What is Agency Profitability?
The measure of how much revenue an agency retains after covering all costs, including salaries, overhead, software, and subcontractor expenses.
Definition
Related Terms
Profit Margin
The percentage of revenue that remains as profit after all costs are deducted. Profit margins measure agency financial health and sustainability.
Billable Utilization
The percentage of total working hours that employees spend on billable client work versus non-billable activities. It's a critical metric for agency profitability and resource planning.
Project Profitability
The financial performance of individual projects, measured by comparing revenue to total costs (labor, overhead, materials). Tracking project profitability helps agencies identify profitable vs. unprofitable work and improve pricing.
Agency Markup
The percentage or fixed amount added to vendor costs when agencies purchase services or products on behalf of clients. Markup compensates agencies for procurement, management, and risk.

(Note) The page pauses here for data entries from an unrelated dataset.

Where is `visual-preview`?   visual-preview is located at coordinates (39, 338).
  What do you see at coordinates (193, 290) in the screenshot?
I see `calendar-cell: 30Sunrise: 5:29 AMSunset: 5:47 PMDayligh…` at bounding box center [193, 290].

Frequently Asked Questions
What is a good profit margin for an agency?
Most agencies target 15–25% net profit margins. Specialized or productized agencies can achieve 30–40%. Margins below 10% suggest pricing or operational issues that need attention.
How do I calculate agency profitability per client?
Sum all revenue from a client over a period, then subtract direct costs (team time at cost rate, subcontractors, ad spend) and a share of overhead. The remainder is client-level profit.
What hurts agency profitability the most?
The top profitability killers are scope creep without change orders, underpriced retainers, low utilization rates, and excessive tool costs. Tracking these metrics monthly catches problems early.
Put These Concepts Into Practice
AgencyPro helps you implement these concepts with tools for project management, billing, client relationships, and more.